## RECORDS FOR PROCESSING

_ _ _ _ _ _ _

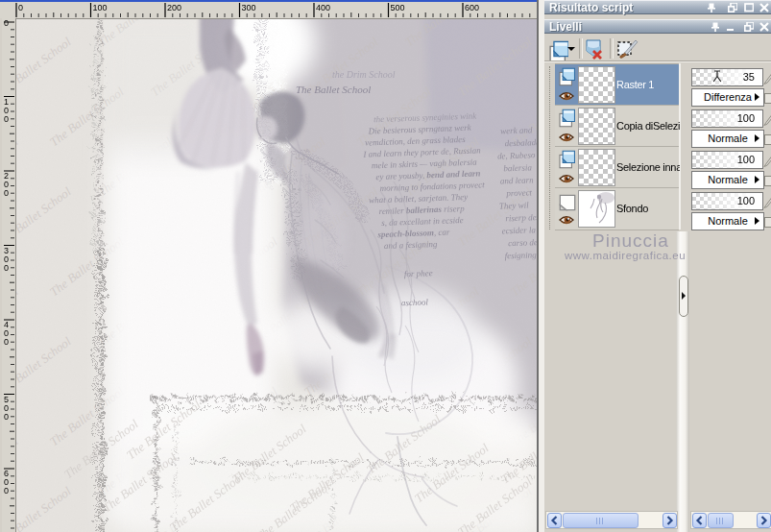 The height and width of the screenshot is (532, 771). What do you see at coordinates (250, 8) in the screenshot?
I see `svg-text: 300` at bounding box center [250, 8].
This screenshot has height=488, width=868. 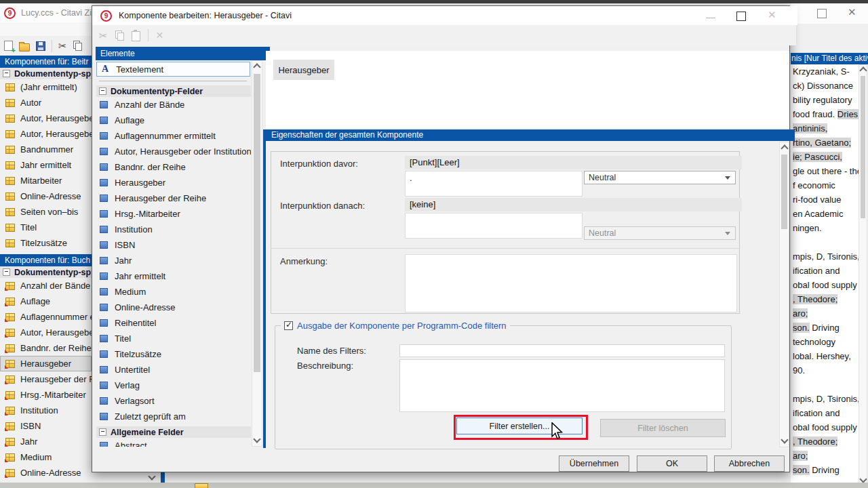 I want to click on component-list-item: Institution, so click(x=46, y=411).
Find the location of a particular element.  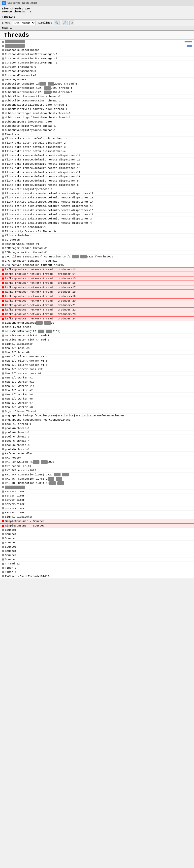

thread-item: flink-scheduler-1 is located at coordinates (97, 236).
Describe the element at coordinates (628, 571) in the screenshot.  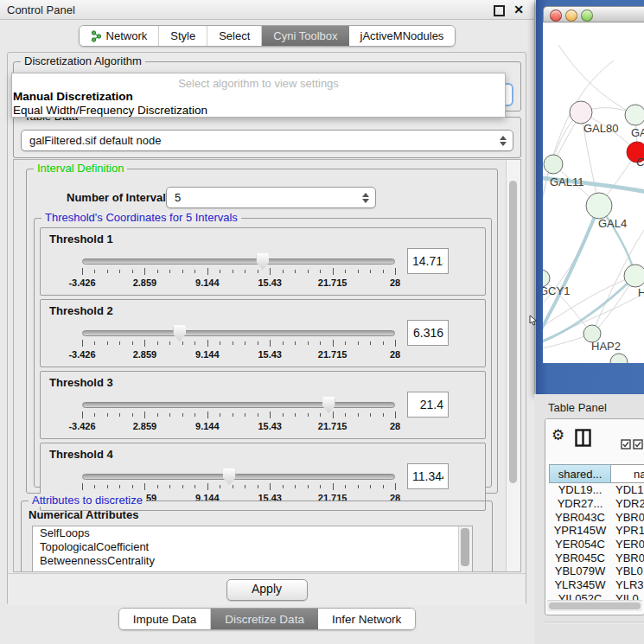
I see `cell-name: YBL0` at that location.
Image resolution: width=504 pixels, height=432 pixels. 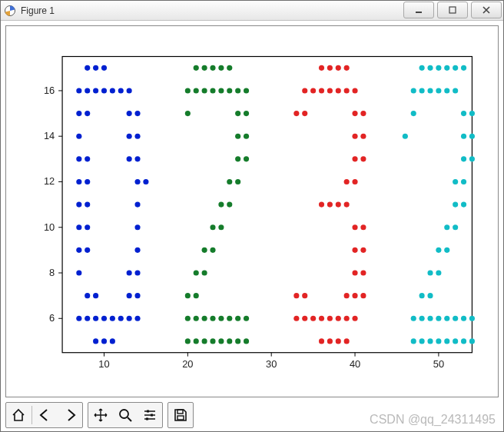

_ _ _ _ _ _ _

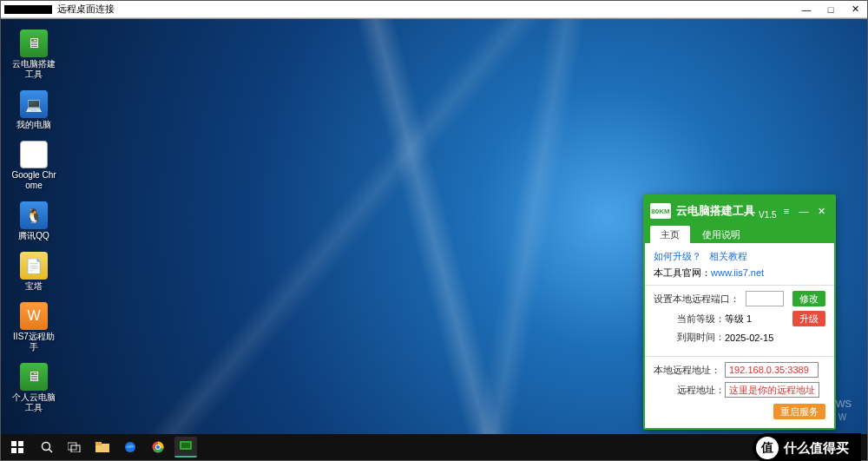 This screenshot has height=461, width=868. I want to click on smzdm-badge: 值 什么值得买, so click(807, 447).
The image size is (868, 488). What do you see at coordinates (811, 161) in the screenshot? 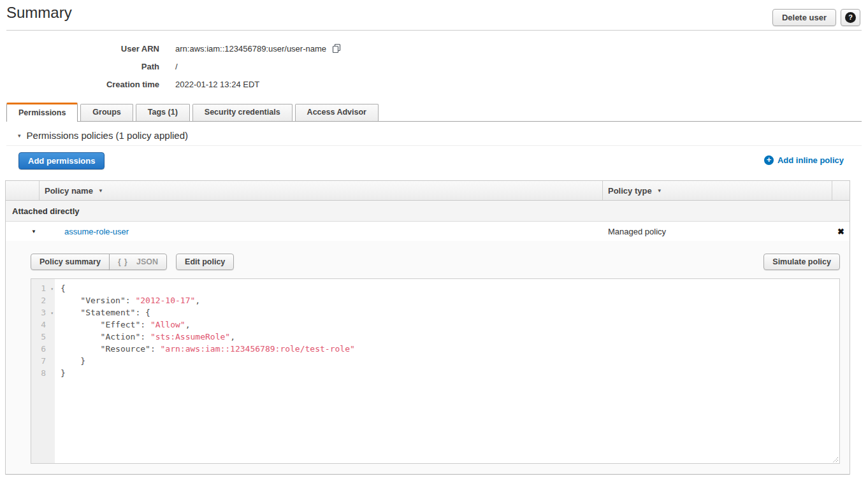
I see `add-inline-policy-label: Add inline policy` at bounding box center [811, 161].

_ _ _ _ _ _ _

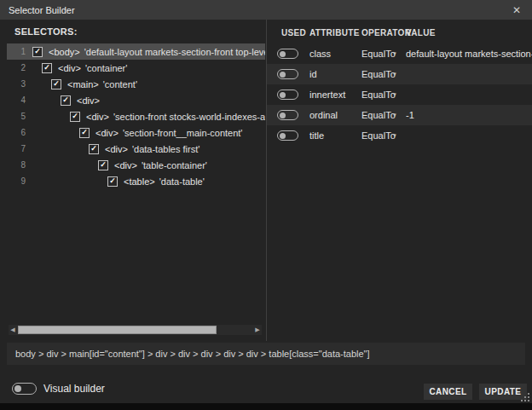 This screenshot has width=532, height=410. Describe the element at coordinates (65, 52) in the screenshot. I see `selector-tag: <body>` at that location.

_ _ _ _ _ _ _

## WORK TASK
Using the entries above, repeat exactly the lines from the one with "Find the location of a particular element." to the one with "Image resolution: width=504", both included, and leave the pictures behind.

## RESULT OF THIS TASK
Find the location of a particular element.  

thread-item: flink-scheduler-1 is located at coordinates (97, 236).
Describe the element at coordinates (628, 571) in the screenshot.  
I see `cell-name: YBL0` at that location.
Image resolution: width=504 pixels, height=432 pixels. 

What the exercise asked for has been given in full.